FOR IMMEDIATE RELEASE:
TENRI CULTURAL INSTITUTE, 43A West 13th Street, in NYC proudly presents the exhibition LANDSCAPE: Quo Ying-Sheng, Yeh Tzu-Chi and Chen Chien-Jung curated by Josiane Lih-Huei Lai, from July 2-30th, 2012 with an opening reception on Friday July 6th, from 6-8PM.
A thing of beauty is a joy forever:
Its loveliness increases; it will never
Pass into nothingness; but still will keep
A bower quiet for us, and a sleep
Full of sweet dreams, and health, and quiet breathing.
…
John Keats, Endymion, 1818
“LANDSCAPE” features three artists from Taiwan, QUO YING-SHENG, YEH TZU-CHI and CHEN CHIEN-JUNG, respectively in Photography, Oil Paint and Acrylic. Each investigates their individual life experience, and explores their own unique style and exquisite aesthetics while maintaining their cultural integrity to sensitively express their experience within an international world. LANDSCAPE strives to retrace Art’s primitive, simple essence and come back to the original core of the artist's heart and mind. This exhibition explores not so much the realistic or actual landscape that one can see with one's eyes, but more by revealing to the audience the impressions from the artist's inner landscape that the artist generates from a realistic landscape.
QUO YING-SHENG, born in 1950, started his photography profession at age 19. He traveled to Paris in 1975 and studied photography in the Université Paris 8. He settled back in Taiwan in 1992. In this exhibition, he shows a series of 16 paintings entitled “The Vistas of My Memory”. These works are part of the photographic negatives which were lost and rediscovered by Quo’s ex-wife in 2002 while cleaning up their old residence in France. This group of black and white photographic works are Quo’s early recorded slices of life from various times and scenes; when put together, they construct the private, secret landscape deep down in the artist's heart.. Although the time frame of these photographs stretches from 1980 to 1992, and their settings span from European to Japan; the expression is consistent with a desolate, bewildered mood. The grading of black, white and grey, a beauty of cleanness and coldness, an ambiguity intertwined with melancholy and sorrow, it is this universal, empathetic emotion that Quo charms his audience.
YEH TZU-CHI, born in 1957 in Yu-Li Town in Hualien. In 1987 Yeh came to the US and entered the graduate school of Brooklyn College, CUNY, in New York City. 19 years later, Yeh and his family returned to Taiwan and settled in his old hometown in Hualien. During this period in New York, he developed his unique, intense painting style. The four landscape paintings in this exhibition are the work Yeh completed after he returned to his hometown; their themes are the Banyan Tree of Tainan, the Ocean in Hualien, the Mountain of Tarogo and the Sha-Mao Mountain in Taipei, respectively. For Yeh, “Landscape” is the “outdoor still life”. He captures the moments of mountain, tree and ocean scenery on a canvas to transform moving moments into an everlasting poetic picture. Their seemingly straightforward, classical, lucid and powerful composition is not a simple-minded re-emergence of Nature, but a manifestation of a firm belief coming from the deeply held respect for Nature and the Creator.
CHEN CHIEN-JUNG was born in 1972. He received a MFA from the Graduate Institute of Plastic Arts, Tainan National College of the Arts. Acrylic is his medium, through which he develops his personal, uniquely distinguishable abstract language in describing a landscape. He has created a series of landscape works using lines and volumes similar to that of an architectural structure, patches and layers of color similar to a machine. In this way, he creates an intellectual and cold tone that gives the audience a certain degree of familiarity associated with the landscape of a city’s downfall or an architectural ruin, an intimate sense coming from the way we decode the common denominators in our civilized urban life.
In this exhibition, Quo Ying-Sheng’s “Mood photography” and Yeh Tzu-Chi’s “Moodscapes” reveal their individual loneliness and quietness, and yet they uncover a shared nostalgia and poetic romanticism. Perhaps because of their nearly 20 years of common experience living abroad. Meanwhile, Chen Chien-Jung builds his inner scene out of his living environment. Though virtually fabricated, it portrays a certain visual familiarity as well as a sense of danger and gloomy. The three artists each exhibit one section of the landscape in their individual life journeys, not only embodying their inner feeling, but also their philosophy of art.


YOUR INSTRUCTIONS: Below is a listing to copy exactly; no image goes into the copy.
*** RECORDS PROVIDED ***
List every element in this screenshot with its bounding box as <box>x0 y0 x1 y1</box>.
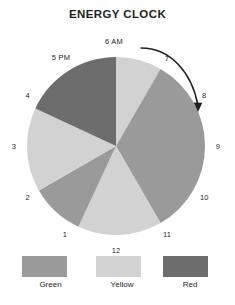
legend-label-green: Green <box>22 280 79 289</box>
legend-swatch-red <box>163 256 208 277</box>
energy-clock-chart: ENERGY CLOCK 6 AM78910111212345 PM Green… <box>0 0 235 305</box>
legend-item-red: Red <box>155 256 217 289</box>
clock-label: 3 <box>12 142 16 151</box>
legend-swatch-green <box>22 256 67 277</box>
clock-label: 2 <box>26 193 30 202</box>
clock-label: 6 AM <box>105 37 123 46</box>
clock-label: 5 PM <box>52 52 70 61</box>
legend-item-green: Green <box>17 256 79 289</box>
pie-slice-group <box>27 57 205 235</box>
legend-swatch-yellow <box>96 256 141 277</box>
clock-label: 4 <box>26 91 30 100</box>
clock-label: 1 <box>63 230 67 239</box>
legend-item-yellow: Yellow <box>86 256 148 289</box>
legend: Green Yellow Red <box>0 256 235 302</box>
legend-label-red: Red <box>163 280 217 289</box>
clock-label: 11 <box>163 230 171 239</box>
clock-label: 8 <box>202 91 206 100</box>
clock-label: 7 <box>165 53 169 62</box>
clock-label: 9 <box>216 142 220 151</box>
clock-label: 12 <box>112 246 121 255</box>
clock-label: 10 <box>200 193 209 202</box>
legend-label-yellow: Yellow <box>96 280 148 289</box>
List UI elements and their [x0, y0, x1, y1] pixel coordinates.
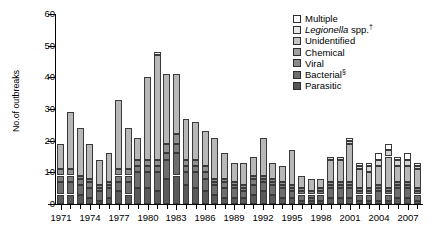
bar-segment — [57, 176, 64, 182]
x-axis-tick — [138, 205, 139, 209]
bar-segment — [279, 198, 286, 204]
bar-segment — [96, 188, 103, 191]
bar-segment — [67, 176, 74, 182]
bar-segment — [134, 188, 141, 204]
bar-segment — [414, 188, 421, 191]
bar-segment — [394, 160, 401, 166]
y-axis-tick-label-wrap: 50 — [0, 46, 55, 47]
bar-segment — [404, 198, 411, 204]
legend-item: Parasitic — [293, 80, 433, 91]
x-axis-tick — [234, 205, 235, 210]
bar-segment — [337, 182, 344, 185]
bar-segment — [327, 157, 334, 160]
bar-segment — [57, 144, 64, 169]
bar-segment — [260, 179, 267, 182]
bar-segment — [414, 163, 421, 166]
bar-segment — [125, 128, 132, 169]
bar-segment — [260, 176, 267, 179]
bar-segment — [394, 198, 401, 204]
bar-segment — [298, 176, 305, 189]
bar-segment — [221, 188, 228, 198]
bar-segment — [404, 160, 411, 166]
bar-segment — [106, 153, 113, 182]
bar-segment — [269, 179, 276, 182]
legend-label: Chemical — [305, 47, 345, 58]
bar-column — [67, 14, 74, 204]
y-axis-tick-label-wrap: 60 — [0, 14, 55, 15]
bar-segment — [250, 179, 257, 185]
bar-segment — [346, 182, 353, 185]
x-axis-tick — [157, 205, 158, 209]
bar-segment — [183, 172, 190, 185]
bar-segment — [289, 150, 296, 185]
bar-segment — [385, 201, 392, 204]
bar-segment — [289, 191, 296, 197]
x-axis-tick — [196, 205, 197, 209]
x-axis-tick — [331, 205, 332, 209]
bar-segment — [67, 169, 74, 175]
bar-segment — [144, 160, 151, 166]
bar-segment — [183, 160, 190, 166]
bar-segment — [77, 185, 84, 195]
bar-segment — [366, 201, 373, 204]
x-axis-tick — [225, 205, 226, 209]
bar-column — [231, 14, 238, 204]
bar-segment — [375, 191, 382, 201]
bar-segment — [192, 166, 199, 172]
bar-segment — [308, 195, 315, 198]
bar-column — [125, 14, 132, 204]
bar-segment — [240, 188, 247, 191]
bar-segment — [86, 179, 93, 182]
bar-segment — [211, 185, 218, 195]
bar-segment — [163, 179, 170, 204]
bar-segment — [385, 188, 392, 191]
bar-column — [163, 14, 170, 204]
legend-label: Parasitic — [305, 80, 341, 91]
bar-segment — [269, 195, 276, 205]
bar-segment — [308, 191, 315, 194]
x-axis-tick — [167, 205, 168, 209]
bar-segment — [404, 166, 411, 182]
bar-column — [134, 14, 141, 204]
bar-segment — [96, 201, 103, 204]
bar-segment — [154, 191, 161, 204]
bar-segment — [57, 169, 64, 175]
x-axis-tick — [128, 205, 129, 209]
x-axis-tick — [379, 205, 380, 210]
bar-segment — [327, 188, 334, 198]
bar-segment — [221, 179, 228, 182]
bar-segment — [115, 169, 122, 175]
bar-column — [86, 14, 93, 204]
bar-segment — [106, 182, 113, 185]
bar-segment — [337, 188, 344, 198]
bar-segment — [240, 185, 247, 188]
bar-segment — [173, 134, 180, 144]
bar-segment — [115, 182, 122, 192]
bar-segment — [115, 100, 122, 170]
bar-segment — [192, 122, 199, 160]
bar-segment — [86, 188, 93, 198]
legend-label: Multiple — [305, 13, 338, 24]
bar-segment — [154, 166, 161, 172]
legend-swatch — [293, 37, 301, 45]
bar-segment — [394, 185, 401, 188]
bar-column — [96, 14, 103, 204]
bar-segment — [414, 169, 421, 188]
bar-column — [221, 14, 228, 204]
bar-segment — [356, 201, 363, 204]
bar-segment — [414, 201, 421, 204]
bar-segment — [183, 185, 190, 204]
bar-segment — [404, 185, 411, 188]
y-axis-tick-label-wrap: 20 — [0, 141, 55, 142]
bar-segment — [298, 191, 305, 194]
bar-segment — [269, 185, 276, 195]
bar-segment — [404, 153, 411, 159]
bar-segment — [356, 188, 363, 191]
bar-segment — [154, 55, 161, 160]
x-axis-tick — [282, 205, 283, 209]
bar-segment — [356, 191, 363, 194]
bar-segment — [279, 185, 286, 188]
bar-segment — [298, 188, 305, 191]
bar-column — [106, 14, 113, 204]
bar-column — [279, 14, 286, 204]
*** End of RECORDS PROVIDED ***
EXPECTED ANSWER:
List every element in this screenshot with its bounding box as <box>x0 y0 x1 y1</box>.
legend-label-green: Green <box>22 280 79 289</box>
legend-swatch-red <box>163 256 208 277</box>
energy-clock-chart: ENERGY CLOCK 6 AM78910111212345 PM Green… <box>0 0 235 305</box>
legend-item-red: Red <box>155 256 217 289</box>
clock-label: 3 <box>12 142 16 151</box>
legend-swatch-green <box>22 256 67 277</box>
clock-label: 2 <box>26 193 30 202</box>
clock-label: 6 AM <box>105 37 123 46</box>
clock-label: 5 PM <box>52 52 70 61</box>
legend-item-green: Green <box>17 256 79 289</box>
pie-slice-group <box>27 57 205 235</box>
legend-swatch-yellow <box>96 256 141 277</box>
clock-label: 4 <box>26 91 30 100</box>
clock-label: 1 <box>63 230 67 239</box>
legend-item-yellow: Yellow <box>86 256 148 289</box>
legend: Green Yellow Red <box>0 256 235 302</box>
legend-label-red: Red <box>163 280 217 289</box>
clock-label: 11 <box>163 230 171 239</box>
clock-label: 8 <box>202 91 206 100</box>
clock-label: 7 <box>165 53 169 62</box>
clock-label: 9 <box>216 142 220 151</box>
clock-label: 12 <box>112 246 121 255</box>
clock-label: 10 <box>200 193 209 202</box>
legend-label-yellow: Yellow <box>96 280 148 289</box>
List UI elements and their [x0, y0, x1, y1] pixel coordinates.
bar-segment — [57, 176, 64, 182]
x-axis-tick — [138, 205, 139, 209]
bar-segment — [279, 198, 286, 204]
bar-segment — [96, 188, 103, 191]
bar-segment — [67, 176, 74, 182]
bar-segment — [134, 188, 141, 204]
bar-segment — [414, 188, 421, 191]
bar-segment — [394, 160, 401, 166]
y-axis-tick-label-wrap: 50 — [0, 46, 55, 47]
bar-segment — [404, 198, 411, 204]
legend-item: Parasitic — [293, 80, 433, 91]
x-axis-tick — [234, 205, 235, 210]
bar-segment — [337, 182, 344, 185]
bar-segment — [327, 157, 334, 160]
bar-segment — [57, 144, 64, 169]
bar-segment — [260, 179, 267, 182]
bar-segment — [414, 163, 421, 166]
bar-segment — [125, 128, 132, 169]
bar-segment — [260, 176, 267, 179]
bar-segment — [394, 198, 401, 204]
bar-segment — [298, 176, 305, 189]
bar-segment — [221, 188, 228, 198]
bar-segment — [404, 160, 411, 166]
bar-segment — [106, 153, 113, 182]
bar-segment — [269, 179, 276, 182]
legend-label: Chemical — [305, 47, 345, 58]
bar-column — [67, 14, 74, 204]
y-axis-tick-label-wrap: 60 — [0, 14, 55, 15]
bar-segment — [250, 179, 257, 185]
bar-segment — [346, 182, 353, 185]
x-axis-tick — [157, 205, 158, 209]
bar-segment — [183, 172, 190, 185]
bar-segment — [289, 150, 296, 185]
bar-segment — [385, 201, 392, 204]
bar-segment — [289, 191, 296, 197]
x-axis-tick — [196, 205, 197, 209]
x-axis-tick — [331, 205, 332, 209]
bar-segment — [67, 169, 74, 175]
bar-segment — [144, 160, 151, 166]
bar-segment — [183, 160, 190, 166]
bar-segment — [77, 185, 84, 195]
bar-segment — [366, 201, 373, 204]
x-axis-tick — [225, 205, 226, 209]
bar-column — [231, 14, 238, 204]
bar-segment — [375, 191, 382, 201]
bar-segment — [192, 166, 199, 172]
bar-segment — [308, 195, 315, 198]
bar-column — [125, 14, 132, 204]
bar-segment — [240, 188, 247, 191]
bar-segment — [86, 179, 93, 182]
bar-segment — [211, 185, 218, 195]
bar-segment — [163, 179, 170, 204]
bar-segment — [385, 188, 392, 191]
bar-column — [163, 14, 170, 204]
legend-label: Parasitic — [305, 80, 341, 91]
bar-segment — [269, 195, 276, 205]
bar-segment — [308, 191, 315, 194]
x-axis-tick — [167, 205, 168, 209]
bar-segment — [404, 166, 411, 182]
bar-column — [134, 14, 141, 204]
bar-segment — [96, 201, 103, 204]
bar-segment — [154, 191, 161, 204]
bar-segment — [57, 169, 64, 175]
x-axis-tick — [128, 205, 129, 209]
x-axis-tick — [379, 205, 380, 210]
bar-segment — [327, 188, 334, 198]
bar-segment — [221, 179, 228, 182]
bar-segment — [115, 169, 122, 175]
bar-column — [86, 14, 93, 204]
bar-segment — [106, 182, 113, 185]
bar-segment — [337, 188, 344, 198]
bar-segment — [240, 185, 247, 188]
bar-segment — [173, 134, 180, 144]
bar-segment — [115, 182, 122, 192]
bar-segment — [115, 100, 122, 170]
bar-segment — [192, 122, 199, 160]
bar-segment — [86, 188, 93, 198]
legend-label: Multiple — [305, 13, 338, 24]
bar-segment — [154, 166, 161, 172]
legend-swatch — [293, 37, 301, 45]
bar-segment — [394, 185, 401, 188]
bar-column — [96, 14, 103, 204]
bar-segment — [414, 169, 421, 188]
bar-column — [221, 14, 228, 204]
bar-segment — [356, 201, 363, 204]
bar-segment — [414, 201, 421, 204]
bar-segment — [183, 185, 190, 204]
bar-segment — [404, 185, 411, 188]
y-axis-tick-label-wrap: 20 — [0, 141, 55, 142]
bar-segment — [298, 191, 305, 194]
bar-segment — [269, 185, 276, 195]
bar-segment — [404, 153, 411, 159]
bar-segment — [356, 188, 363, 191]
bar-segment — [154, 55, 161, 160]
x-axis-tick — [282, 205, 283, 209]
bar-segment — [356, 191, 363, 194]
bar-segment — [279, 185, 286, 188]
bar-segment — [298, 188, 305, 191]
bar-column — [106, 14, 113, 204]
bar-column — [279, 14, 286, 204]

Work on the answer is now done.